I believe that the CFTC’s mission is to protect the interest of the American public, and it should be this agency that sets the rules and regulations on our futures markets. As we move forward in considering position limits, I believe that we should apply consistent, across-the-board regulations to all futures market participants. With competing exchanges, regulations must be applied equally to similar contracts in different markets. The CFTC is in the best position to apply limits across different exchanges, and we are most able to strike a balance between competing interests and the responsibility to protect the American public.
The third question is whether or not we should grant exemptions from position limits to persons using the futures markets to manage purely financial risks rather than risks arising from the actual use of a commodity. Although our statute directs the Commission to set position limits as necessary to prevent undue burdens on commerce, Congress also made it clear that position limits would not apply to bona fide hedgers. The statute provides the Commission with discretion to determine what constitutes a bona fide hedging transaction. Traditionally, bona fide hedging has involved offsetting commercial risks rather than purely financial risks.
There are three different categories of exemptions from position limits as we currently define them for agricultural commodities:
1. Commercial parties with physical inventory and sales;
2. Commercial parties with physical anticipatory needs; and
3. Those who file under Section 1.47 of our rules. These parties neither have inventory nor are commercial parties with anticipatory needs. For example, these exemptions are sometimes given for risk management and swap dealers.
It is the third category of hedge exemptions – the exemptions for noncommercial entities such as swap dealers – that currently risks swallowing the rule.
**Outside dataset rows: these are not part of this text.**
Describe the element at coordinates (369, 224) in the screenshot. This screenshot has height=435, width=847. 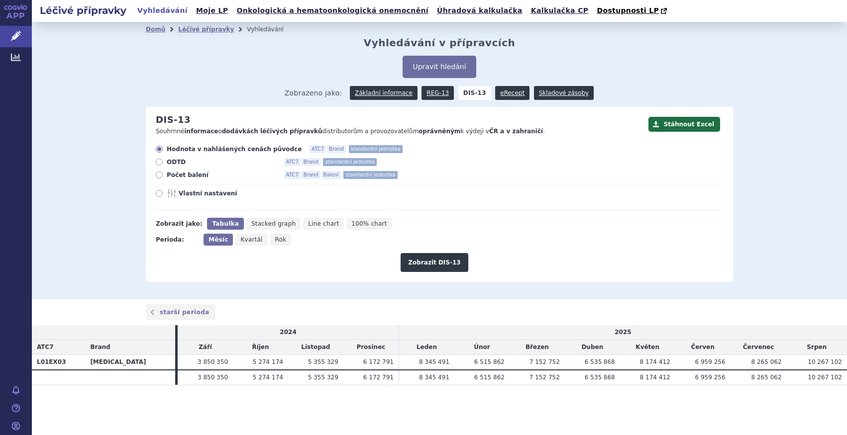
I see `span: 100% chart` at that location.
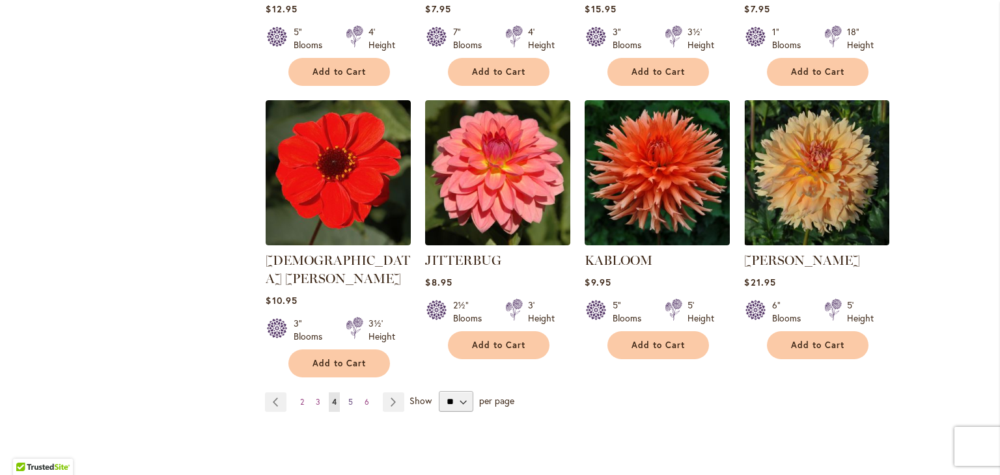 The height and width of the screenshot is (475, 1000). I want to click on span: $21.95, so click(760, 282).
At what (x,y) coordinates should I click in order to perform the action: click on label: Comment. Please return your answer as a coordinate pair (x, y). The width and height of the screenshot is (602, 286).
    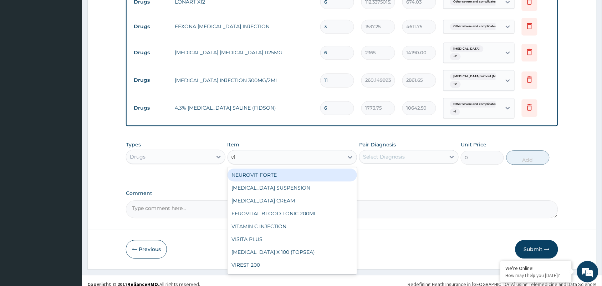
    Looking at the image, I should click on (342, 193).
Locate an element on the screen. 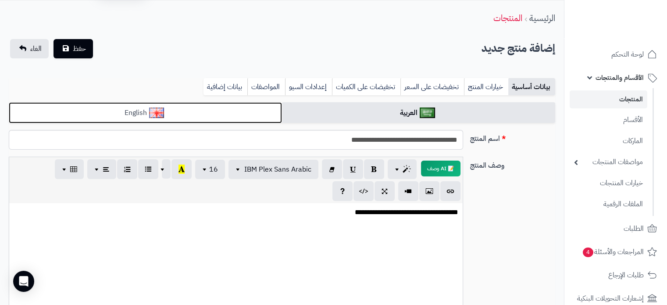  span: IBM Plex Sans Arabic is located at coordinates (278, 169).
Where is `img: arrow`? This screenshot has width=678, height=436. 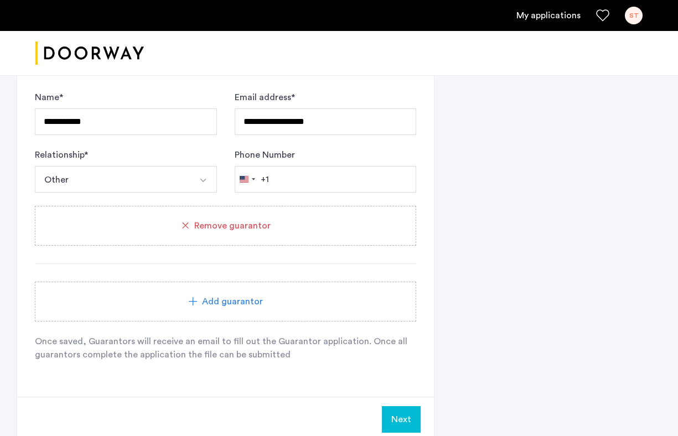 img: arrow is located at coordinates (203, 181).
The Commission is taking a close look into whether to eliminate these hedge exemptions for certain swap dealers and possibly create a new risk management exemption.
As we consider setting position limits on futures exchanges, I believe that the Commission must urgently work with Congress to secure additional authorities, including aggregate position limits, to prevent market participants from moving to the over-the-counter market or onto foreign exchanges. The CFTC must be able to set aggregate limits on all persons trading OTC derivatives that perform or affect a significant price discovery function with respect to regulated markets that the CFTC oversees. Such position limit authority should clearly empower the CFTC to establish aggregate position limits across markets in order to ensure that traders are not able to avoid position limits in a market by moving to a related exchange or market, including international markets.
I am looking forward to hearing from everyone who is participating in today’s hearing. I believe that we have a diversity of points of view that will provide for a thoughtful discussion on this very important subject. I will also note that written comments on the topic of this hearing will be accepted from the public until August 12th, 2009, and included in the record. Based up what we learn from these hearings, we will further review CFTC rules to determine what course of action is most appropriate.
I will now turn to Commissioner Dunn for his opening statement.